Contemporary material scientists take this metaphor one step further, and scale it down (Uchida et al. 2007). Designing synthetic materials, material scientists mimic macromolecular structures and biological processes. At the intersection of biology and material science, what seem to have significant value are container-like protein architectures that allow the introduction of multifunctionality in a single cage. Viruses serve as an illustrative example. Their structural analysis reveals that all viruses are partially constituted by a protein shell architecture comprising a limited number of subunits that contain and protect the viral genome. This structure allows them a great deal of synthetic flexibility, and stands as a model for the controlled assembly of functional architectures in cases of synthetic materials. In short, the container schema stands as a powerful epistemic tool, opening up new experimental practices, and even producing new kinds of materials.

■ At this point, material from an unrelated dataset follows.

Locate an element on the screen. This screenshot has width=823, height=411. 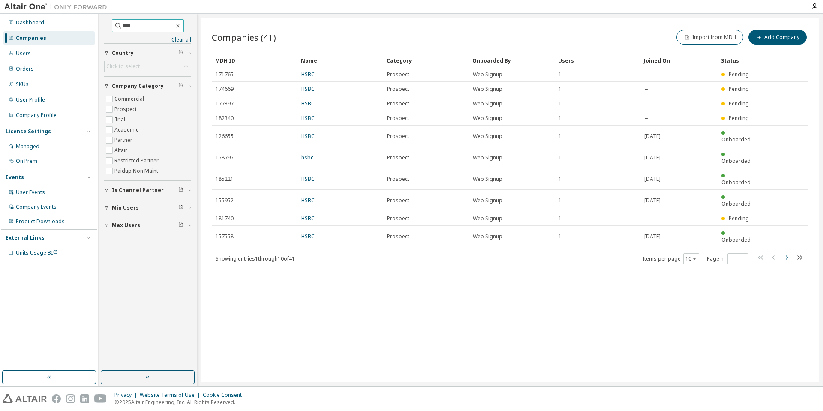
label: Prospect is located at coordinates (126, 109).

This field guide stands as an instance – more accurately as numerous instances – of how the physical is at the same time nomological, of how mundane things – boxes, in this case – shelter within themselves both order and materiality, thereby producing our knowledge about the world. Last but not least, beyond playing with metaphors, a book is a box. Let us take this collection of articles as a box in itself, as a container and as a thing in containers. Literarily and figuratively, this field guide puts in practice the epistemology of the familiar and, at the same time, it guides surprising openings of forbidden boxes.
References
Darmstädter, B., ‘Musical Instrument Boxes: Hidden Information – Cases for Musical Instruments and Their Functions’, this volume.
Day, D., ‘“As Modern as Tomorrow”’: The Medicine Cabinet’, this volume.
Derrida, J., ‘Archive Fever: A Freudian Impression’, Diacritics, 25.2 (Summer, 1995): 9–63.
Duprez, D., ‘The Mechanic’s Toolbox and Tool Chest: A Nexus of the Personal and the Social’, this volume.
Fraser, L. G., ‘A Woman of Consequence: Pandora in Hesiod’s Works and Days’, The Cambridge Classical Journal, 57 (2011), 9–28.
Fridlund, M., ‘Keep Calm and Carry One: The Civilian Gas Mask Case and its Containment of British Emotions’, this volume.
Johnson, M., The Body in the Mind: The Bodily Basis of Meaning, Imagination, and Reason. (Chicago: University of Chicago Press, 1990).
Klose, A., The Container Principle: How a Box Changes the Way We Think (Cambridge, MA: MIT Press, 2016).
Mechler, U., ‘Slide Box: How to Stock Some Thousand Cancer Cases’, this volume.
Oikonomou, E., ‘Gynaikon Technasmata’, National Archeological Museum, 2015, <http://www.namuseum.gr/object-month/2015/feb/feb15-gr.html> [accessed 9 February 2017].
Rentetzi, M., ‘Black-boxing Knowledge: Glass Dosimeters and Governmental Control’, this volume.
——, ‘Cardboard Box: the Politics of Materiality’, this volume.
——, ‘Packaging Radium, Selling Science: Boxes, Bottles, and Other Mundane Things in the World of Science’, Annals of Science, 68,3 (2011): 375–99.
Rutherford Roberts, S., The Attic Pyxis (Chicago: Ares Publishers, 1978).
Schäfer, D., ‘Deep Time History: The Lure of the Black Box’, this volume.
Uchida, M., et al., ‘Biological Containers: Protein Cages as Multifunctional Nanoplatforms’, Advanced Materials, 19 (2007): 1025–42.